@OrlonKronsteen Ascension diffulty changes a lot depending on the difficulty slider. If you're just planning to explore it, you could play around with that and find a setting that suits you. There is, indeed, quite a difficulty spike compared to even the harder SCS battles in my opinion, at least on tactical or insane (which are the difficulties I have experience with). For me, insane ascension is so tough that it kind of warps my approach entirely around the endgame, where I consider party composition, itemization and the like from the very beginning just by looking at the biggest of the ascension battles, which is a bit too much and the reason I rarely play with it. Others, of course, don't ever even play the game without the mod and know of several ways to achieve victory there (and it's true that SCS Amelyssan without ascension is not all that hard and can be a bit disappointing - in a full SCS run without ascension, I think that the hardest battles are propably in Watcher's Keep).
Regarding the idea of no-reloading another game: I do own BG3, but after initially playing for a few hours I suddenly lost interest in it (I can't even quite say why, exactly) - I am planning to return to it at some point once I am able to build up the motivation and time (can't play it with a podcast in the background like I do for BG), but propably mostly to explore the storyline and characters, not to get to deep into the game systems (as I didn't enjoy combat too much), so it's propably something I would not want to no-reload any time soon.
As for Pathfinder, I don't own any of the games and had so far not too much of an interest in them. I have lead around 4 sessions of P&P Pathfinder back in the day, so I am not completely unfamiliar with the ruleset, but I am not super adventerous when it comes to getting into new games and playing no-reload right away.
As mentioned over there, PoE2 is currently the one game I'm looking at that I may want to try in no-reload mode at some point. Doesn't have to be any time soon, but I would be fine with giving it a try in the near future as well, and, of course, a few other people to share experiences with could motivate me to do so (no pressure if the interest in other games is bigger, though). 2 playthroughs is not exactly the level of familiarity I would usually like before doing something like that, but I have experienced all parts of the story now, so I don't mind focusing on the game system for another run (though my approach and party would propably be terrible by the standards of anyone who is actually knowledgeable about the mechanical changes to the series).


* _Work instruction_
All lines from the one containing "This is a (1024, 722)" through the end of the material below are to be printed exactly, both ends included, minus pictures.

Segment Start: Records for this task

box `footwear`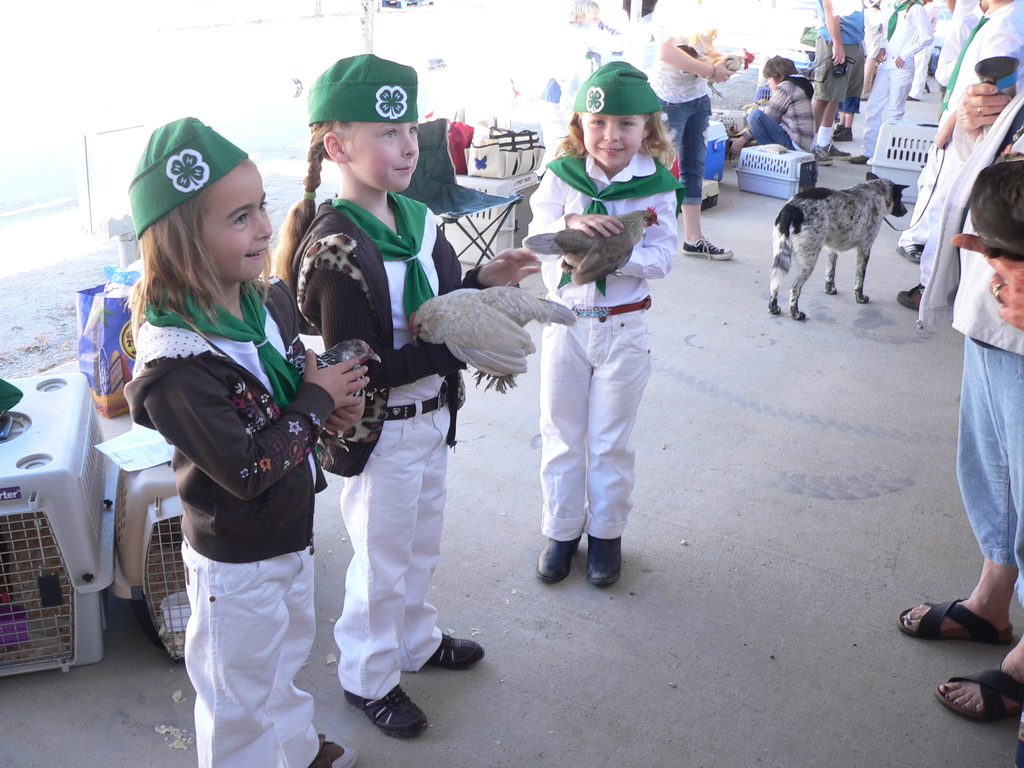
[left=853, top=154, right=867, bottom=161]
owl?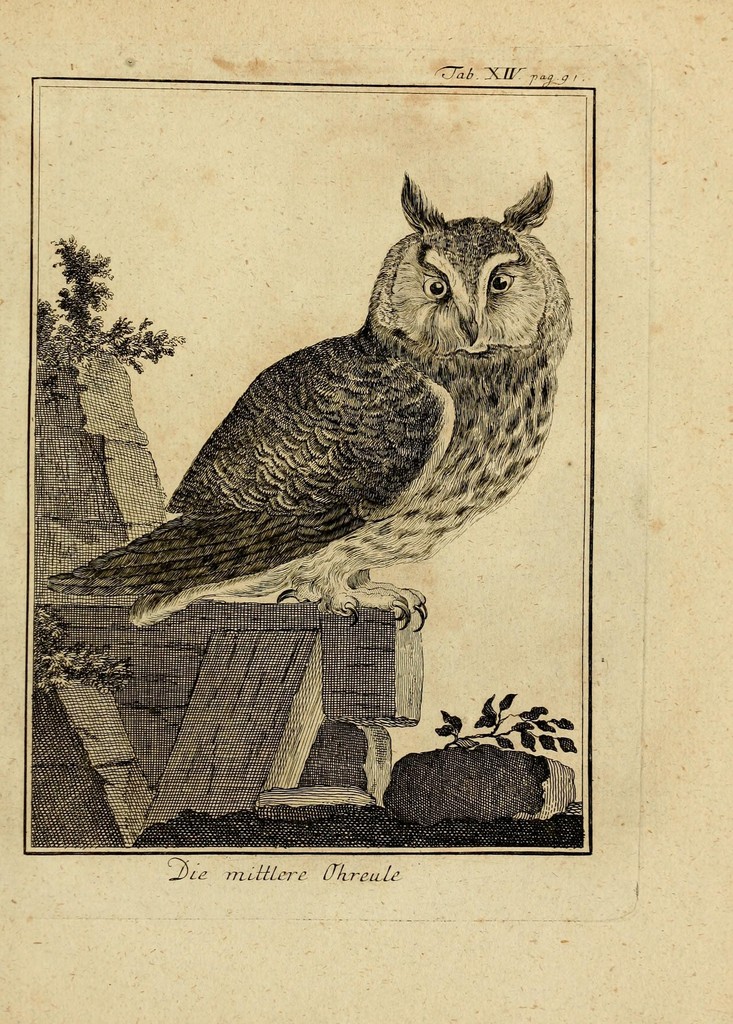
49:172:575:633
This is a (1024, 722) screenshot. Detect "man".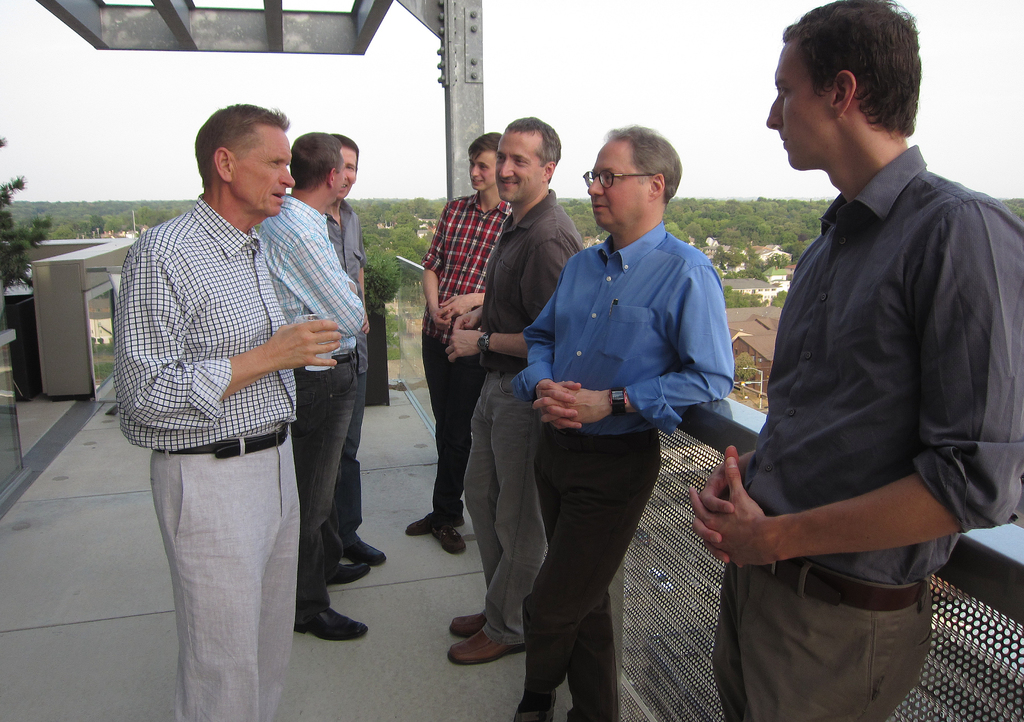
708/3/1016/665.
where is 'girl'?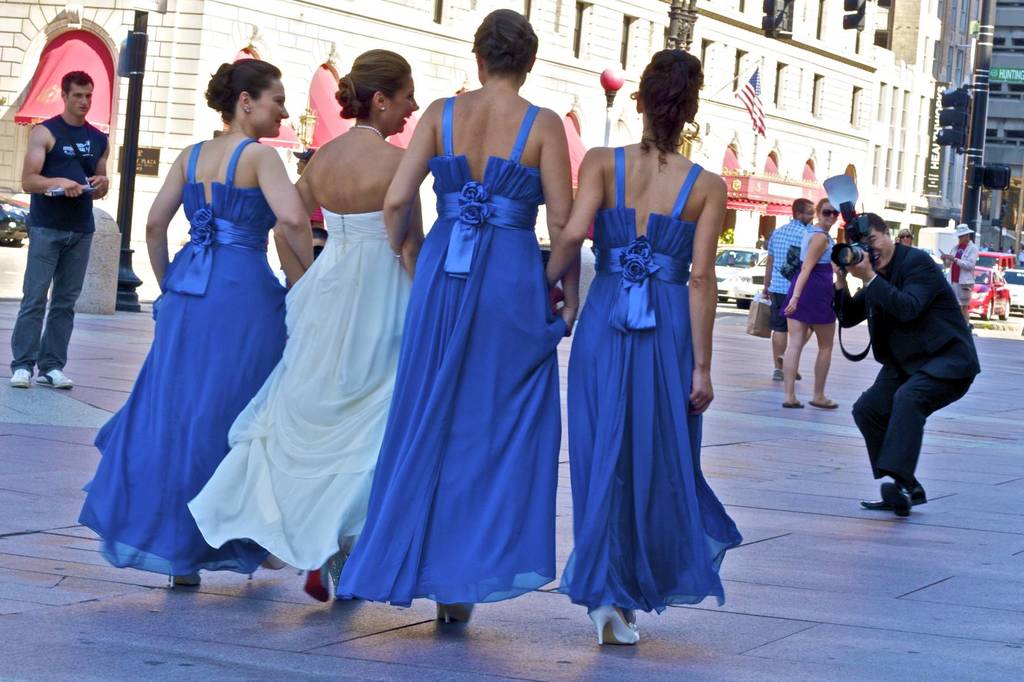
Rect(144, 59, 312, 584).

Segment End: Records for this task

* _Solution below_
This is a (1024, 722) screenshot. Detect "man".
708/3/1016/665.
where is 'girl'?
Rect(144, 59, 312, 584).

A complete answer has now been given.